Libraries have been trying to collect humanity’s knowledge almost since the invention of writing. In the digital age, it might actually be possible to create a comprehensive collection of all human writing that meets certain criteria. That’s what shadow libraries do - collect and share as many books as possible.

One shadow library, Anna’s Archive (which I will not link here directly due to copyright concerns), recently posed a question: How could we effectively visualize 100,000,000 books or more at once? There’s lots of data to view: Titles, authors, which countries the books come from, which publishers, how old they are, how many libraries hold them, whether they are available digitally, etc.

International Standard Book Numbers (ISBNs) are 13-digit numbers that are assigned to almost all published books. Since the first three digits are fixed (currently only 978- and 979-) and the last digit is a checksum, this means the total ISBN13-Space only has two billion slots. Here is my interactive visualization of that space:

Click here to view the visualization in full screen (esp. on mobile).

You can choose a few different datasets, look for individual books, filter by publication year, and even create a custom visualization based on multiple datasets using custom shaders. If you zoom in all the way, you get a nice bookshelf-like representation.

Here’s how I did it.

The inherent structure of ISBNs

The 978-/979- prefix of an ISBN comes from the fact that ISBN13s are a subset of European Article Numbers, which have a three-digit prefix. This fixed prefix is affectionately called Bookland. We can thus ignore it almost completely.
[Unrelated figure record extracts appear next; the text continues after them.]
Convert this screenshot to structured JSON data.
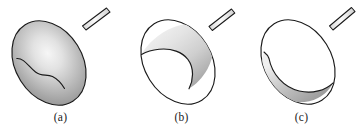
{
  "figure": {
    "background_color": "#ffffff",
    "stroke_color": "#1a1a1a",
    "panels": [
      {
        "id": "a",
        "label": "(a)",
        "caption_text": "(a)",
        "description": "shaded closed ellipsoid balloon with S-curve seam and tube stem",
        "shading": "radial-gradient",
        "highlight_color": "#f4f4f4",
        "mid_color": "#b4b4b4",
        "edge_color": "#8a8a8a",
        "interior_fill": "shaded",
        "has_stem": true
      },
      {
        "id": "b",
        "label": "(b)",
        "caption_text": "(b)",
        "description": "partially open ellipsoid, white circular mouth lower-left, shaded concave interior upper-right",
        "shading": "linear-gradient",
        "highlight_color": "#ededed",
        "mid_color": "#c9c9c9",
        "edge_color": "#9a9a9a",
        "interior_fill": "white",
        "has_stem": true
      },
      {
        "id": "c",
        "label": "(c)",
        "caption_text": "(c)",
        "description": "fully open ellipsoid, white interior with shaded crescent along lower-left rim",
        "shading": "linear-gradient",
        "highlight_color": "#e8e8e8",
        "mid_color": "#b8b8b8",
        "edge_color": "#969696",
        "interior_fill": "white",
        "has_stem": true
      }
    ]
  }
}
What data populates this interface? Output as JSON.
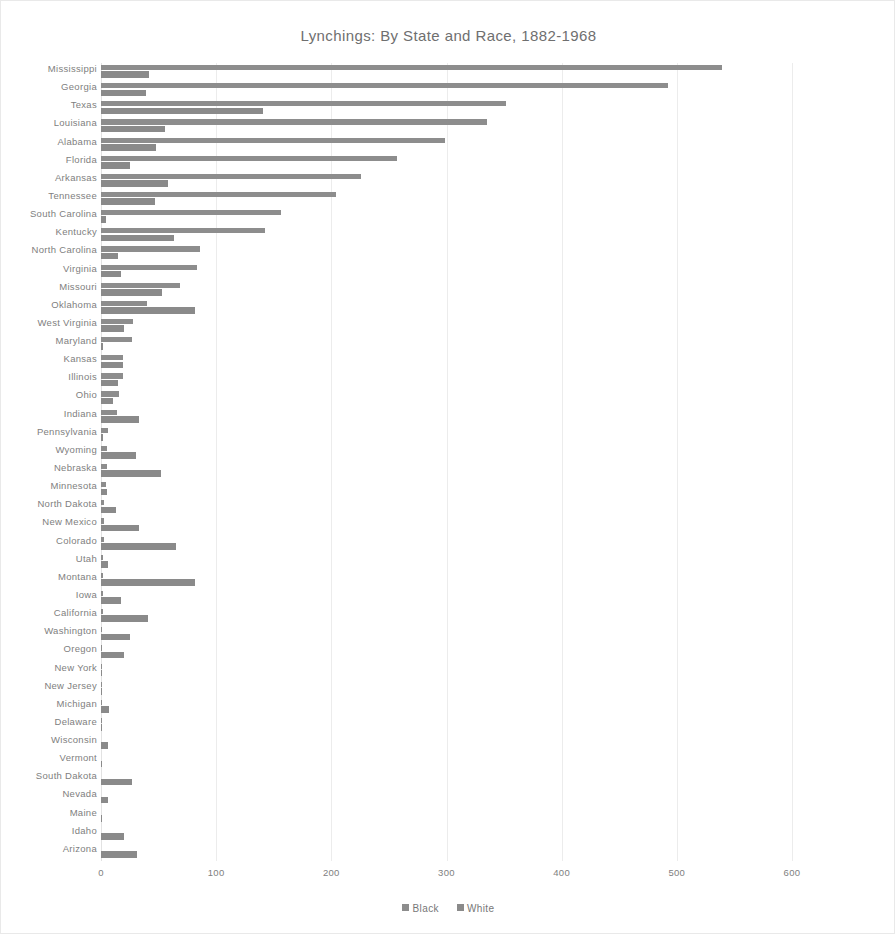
{
  "chart_data": {
    "type": "bar",
    "orientation": "horizontal",
    "title": "Lynchings: By State and Race, 1882-1968",
    "xlabel": "",
    "ylabel": "",
    "xlim": [
      0,
      600
    ],
    "xticks": [
      0,
      100,
      200,
      300,
      400,
      500,
      600
    ],
    "grid": true,
    "legend_position": "bottom",
    "colors": {
      "black_series": "#8d8d8d",
      "white_series": "#8a8a8a",
      "gridline": "#ececec",
      "text": "#808080",
      "background": "#ffffff",
      "frame": "#e9e9e9"
    },
    "categories": [
      "Mississippi",
      "Georgia",
      "Texas",
      "Louisiana",
      "Alabama",
      "Florida",
      "Arkansas",
      "Tennessee",
      "South Carolina",
      "Kentucky",
      "North Carolina",
      "Virginia",
      "Missouri",
      "Oklahoma",
      "West Virginia",
      "Maryland",
      "Kansas",
      "Illinois",
      "Ohio",
      "Indiana",
      "Pennsylvania",
      "Wyoming",
      "Nebraska",
      "Minnesota",
      "North Dakota",
      "New Mexico",
      "Colorado",
      "Utah",
      "Montana",
      "Iowa",
      "California",
      "Washington",
      "Oregon",
      "New York",
      "New Jersey",
      "Michigan",
      "Delaware",
      "Wisconsin",
      "Vermont",
      "South Dakota",
      "Nevada",
      "Maine",
      "Idaho",
      "Arizona"
    ],
    "series": [
      {
        "name": "Black",
        "values": [
          539,
          492,
          352,
          335,
          299,
          257,
          226,
          204,
          156,
          142,
          86,
          83,
          69,
          40,
          28,
          27,
          19,
          19,
          16,
          14,
          6,
          5,
          5,
          4,
          3,
          3,
          3,
          2,
          2,
          2,
          2,
          1,
          1,
          1,
          1,
          1,
          1,
          0,
          0,
          0,
          0,
          0,
          0,
          0
        ]
      },
      {
        "name": "White",
        "values": [
          42,
          39,
          141,
          56,
          48,
          25,
          58,
          47,
          4,
          63,
          15,
          17,
          53,
          82,
          20,
          2,
          19,
          15,
          10,
          33,
          2,
          30,
          52,
          5,
          13,
          33,
          65,
          6,
          82,
          17,
          41,
          25,
          20,
          1,
          1,
          7,
          1,
          6,
          1,
          27,
          6,
          1,
          20,
          31
        ]
      }
    ],
    "legend_entries": [
      "Black",
      "White"
    ]
  }
}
Large blocks of 10k to 100 million ISBNs are assigned by the International ISBN Agency to international organizations. Then, each country has their own method of subdividing their blocks into publishers.

The important part is that ISBN blocks are always assigned by prefix. For example, 978-4 is assigned to Japan, and Japan assigned 978-4-312 to one publisher. That publisher then assigns the articles 000000-99999, leading to an ISBN of 978-4-312-99999-X, where X is a checksum. The longer the country prefix is, the fewer books can be assigned within it. For example, while Japan has a space of 100 million ISBNs, Singapore has a prefix of 978-9971-, allowing only 100 thousand ISBNs.

Space-filling curves

When you strip ISBNs of their pre-and suffix, they are a single decimal number between 0 and 2 billion. We need some way to project this one-dimensional space into a two-dimensional space. The easiest way would be to simply fill pixels row-wise from the top, which results in an image like this:

ISBN-Space presented linearly. Whiter pixels contain more books. You can see the line-stretched structure.
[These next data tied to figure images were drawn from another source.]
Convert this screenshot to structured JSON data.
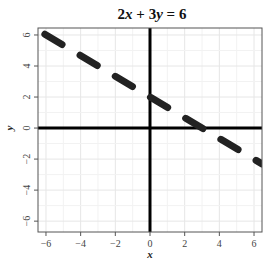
{
  "chart_data": {
    "type": "line",
    "title": "2x + 3y = 6",
    "title_parts": [
      {
        "text": "2",
        "italic": false
      },
      {
        "text": "x",
        "italic": true
      },
      {
        "text": " + 3",
        "italic": false
      },
      {
        "text": "y",
        "italic": true
      },
      {
        "text": " = 6",
        "italic": false
      }
    ],
    "xlabel": "x",
    "ylabel": "y",
    "xlim": [
      -6.46,
      6.46
    ],
    "ylim": [
      -6.7,
      6.45
    ],
    "xticks": [
      -6,
      -4,
      -2,
      0,
      2,
      4,
      6
    ],
    "yticks": [
      -6,
      -4,
      -2,
      0,
      2,
      4,
      6
    ],
    "xtick_labels": [
      "−6",
      "−4",
      "−2",
      "0",
      "2",
      "4",
      "6"
    ],
    "ytick_labels": [
      "−6",
      "−4",
      "−2",
      "0",
      "2",
      "4",
      "6"
    ],
    "grid": true,
    "minor_grid": true,
    "series": [
      {
        "name": "2x + 3y = 6",
        "equation": "y = 2 - (2/3)x",
        "slope": -0.6667,
        "intercept": 2,
        "style": "dashed",
        "color": "#222222",
        "x": [
          -6.46,
          6.46
        ],
        "y": [
          6.31,
          -2.31
        ]
      }
    ],
    "reference_lines": [
      {
        "type": "horizontal",
        "y": 0,
        "color": "#000000"
      },
      {
        "type": "vertical",
        "x": 0,
        "color": "#000000"
      }
    ]
  },
  "colors": {
    "line": "#222222",
    "axes": "#000000",
    "grid": "#ebebeb",
    "frame": "#555555"
  }
}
The issue with this is that smaller regions are stretched more and more horizontally, at the extreme a region is 1000 pixels wide and 1 pixel high. This makes it hard to see the inherent structure of ISBNs.

Thus, as people on Hacker News discussed, a better way to fill an image is using a space-filling curve.

The commonly suggested Hilbert-curve is nice, but it leads to artifacts:

Left: a Hilbert curve. Right: ISBN-space projected into a hilbert curve. You can see that the regions look like they have spatial structure, but this is purely an artifact of the curve used. (credit: Wikipedia, Hypha A)

While the Hilbert curve helps make regions more "square" (smaller regions do not get wider and wider), it introduces structure where there is none. Since structures that are not actually part of data are a huge issue in data visualization, we want to avoid this.

The "Bookshelf"-Curve

ISBNs are inherently decimal, and we can use this to create a space-filling curve that is both simple to implement, easy to understand, and visually appealing:

The space-filling curve I call "Bookshelf-Curve" because each second layer looks like an upright bookshelf, and each other layer like a stack of books.

The first decimal layer contains the digits 0-9 next to each other, the next one has them on top of each other, recursively. If we want to keep the aspect ratio of the rectangles on the first layer (a×b)(a\times b) and second layer (b×c)(b \times c) the same, this leads to an aspect ratio of each block of 3.16 to 1:

ab=bc. \frac{a}{b} = \frac{b}{c}.

ac=101. \frac{a}{c} = \frac{10}{1}.

    ab=10ba    a2b2=10 \implies \frac{a}{b} = \frac{10\cdot b}{a} \implies \frac{a^2}{b^2} = 10

    a:b=103.16:1 \implies a:b = \sqrt{10} \approx 3.16:1

This is very similar to A4 paper, which is defined as follows: Take a rectangle of size 1m21m^2, such that if you fold it in half you get a rectangle of the same aspect ratio. The first recursive iteration is A0-paper, the fourth iteration is A4. They all have an aspect ratio of 1:21:\sqrt{2}.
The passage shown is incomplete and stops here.